Your ears still twitched two minutes after the crash,

after someone who thought himself superior to you

sped maniacally down a one way in the dark.

How could he have known you’d be there?

He who sees himself center of the universe,

how could he know you belong to this earth too,

that this space is yours as much as it is his, or mine,

and really, weren’t you here first? Isn’t this documented

religiously, anthropologically, historically?

By the time we got to you, it was too late;

despite the small pulse from your body, I knew

death had come with its heavy boots and bag.

Blood poured from your mouth, a tiny creek

trickling back to its source, underground, where

nothing forgotten is forbidden.
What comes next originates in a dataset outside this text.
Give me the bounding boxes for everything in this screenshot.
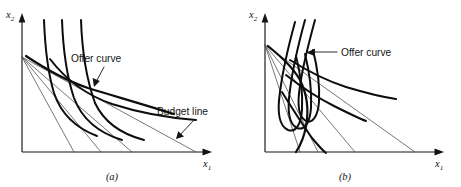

Haplessly,

we called the police, as if they would be of any use.

The officer shrugged and said he’d call for your removal,

insisted you never had a chance given where you wandered.

As if the fir and field behind you weren’t home.

As if your freedom wasn’t as precarious as his.

Death is So Everywhere and So Entire

with these days, these hours

strung together like crumbs

 

on the backs of ants, murmured

fados in the ears of Alfama,

 

the labyrinth you never visited

or cared for; you got enough city

 

in Newark, maze of iron and river.

There are so many murals here now

 

you’d hardly recognize it, intricate

portraits of people who, like us,

 

used to take the number 1 bus

to buy comforters at ABC,

 

fresh hens at Shorty’s, then devour

bakery sandwich cookies after

 

with the hunger of beasts. Art

all along McCarter: memorials

 

in bright blues and heavy oranges,

white dresses and electric animalia,

 

beautiful ghosts and graffitied gods

stretching for a mile and a half 

 

of this city that was always home

when you were on earth and I wonder

 

how many times we walked across

that highway never knowing

 

we were getting closer to death?

How many faces it takes to remind us.

Marina Carreira (she/her) is a queer Luso-American writer and multimedia artist from Newark, NJ. She is the author of Save the Bathwater (Get Fresh Books, 2018) and I Sing to That Bird Knowing It Won’t Sing Back (Finishing Line Press, 2017). As a visual artist, she has exhibited her work at Morris Museum, ArtFront Galleries, West Orange Arts Council, and Monmouth University Center for the Arts.